= Beginning of Section =
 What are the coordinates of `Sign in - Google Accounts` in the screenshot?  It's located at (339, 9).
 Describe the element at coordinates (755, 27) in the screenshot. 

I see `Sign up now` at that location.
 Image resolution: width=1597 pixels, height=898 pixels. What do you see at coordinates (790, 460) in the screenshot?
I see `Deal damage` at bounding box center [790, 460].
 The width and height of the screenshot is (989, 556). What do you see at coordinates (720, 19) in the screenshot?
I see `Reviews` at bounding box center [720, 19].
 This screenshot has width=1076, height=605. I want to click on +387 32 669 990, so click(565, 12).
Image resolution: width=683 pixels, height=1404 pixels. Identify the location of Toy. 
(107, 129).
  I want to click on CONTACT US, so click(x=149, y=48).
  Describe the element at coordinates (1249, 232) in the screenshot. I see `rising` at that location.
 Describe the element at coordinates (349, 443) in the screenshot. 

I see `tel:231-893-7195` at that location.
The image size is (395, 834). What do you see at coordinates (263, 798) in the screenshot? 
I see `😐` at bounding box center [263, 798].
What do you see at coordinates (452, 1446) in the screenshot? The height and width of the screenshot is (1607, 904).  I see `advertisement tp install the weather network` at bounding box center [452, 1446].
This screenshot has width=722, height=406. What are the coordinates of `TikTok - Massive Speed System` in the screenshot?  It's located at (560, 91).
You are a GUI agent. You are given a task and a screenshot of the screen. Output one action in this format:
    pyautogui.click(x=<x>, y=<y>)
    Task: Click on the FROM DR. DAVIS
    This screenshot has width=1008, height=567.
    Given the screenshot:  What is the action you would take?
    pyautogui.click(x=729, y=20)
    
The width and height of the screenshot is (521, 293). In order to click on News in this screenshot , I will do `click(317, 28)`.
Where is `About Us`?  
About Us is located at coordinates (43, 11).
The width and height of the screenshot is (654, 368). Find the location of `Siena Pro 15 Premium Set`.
= End of Section =
• **TASK REQUIREMENTS**
Every entry should be duplicated exactly as written.

• **RESULT OF THIS EXERCISE**
 What are the coordinates of `Sign in - Google Accounts` in the screenshot?  It's located at (339, 9).
 Describe the element at coordinates (755, 27) in the screenshot. 

I see `Sign up now` at that location.
 Image resolution: width=1597 pixels, height=898 pixels. What do you see at coordinates (790, 460) in the screenshot?
I see `Deal damage` at bounding box center [790, 460].
 The width and height of the screenshot is (989, 556). What do you see at coordinates (720, 19) in the screenshot?
I see `Reviews` at bounding box center [720, 19].
 This screenshot has width=1076, height=605. I want to click on +387 32 669 990, so click(565, 12).
Image resolution: width=683 pixels, height=1404 pixels. Identify the location of Toy. 
(107, 129).
  I want to click on CONTACT US, so click(x=149, y=48).
  Describe the element at coordinates (1249, 232) in the screenshot. I see `rising` at that location.
 Describe the element at coordinates (349, 443) in the screenshot. 

I see `tel:231-893-7195` at that location.
The image size is (395, 834). What do you see at coordinates (263, 798) in the screenshot? 
I see `😐` at bounding box center [263, 798].
What do you see at coordinates (452, 1446) in the screenshot? The height and width of the screenshot is (1607, 904).  I see `advertisement tp install the weather network` at bounding box center [452, 1446].
This screenshot has width=722, height=406. What are the coordinates of `TikTok - Massive Speed System` in the screenshot?  It's located at (560, 91).
You are a GUI agent. You are given a task and a screenshot of the screen. Output one action in this format:
    pyautogui.click(x=<x>, y=<y>)
    Task: Click on the FROM DR. DAVIS
    This screenshot has width=1008, height=567.
    Given the screenshot:  What is the action you would take?
    pyautogui.click(x=729, y=20)
    
The width and height of the screenshot is (521, 293). In order to click on News in this screenshot , I will do `click(317, 28)`.
Where is `About Us`?  
About Us is located at coordinates (43, 11).
The width and height of the screenshot is (654, 368). Find the location of `Siena Pro 15 Premium Set`.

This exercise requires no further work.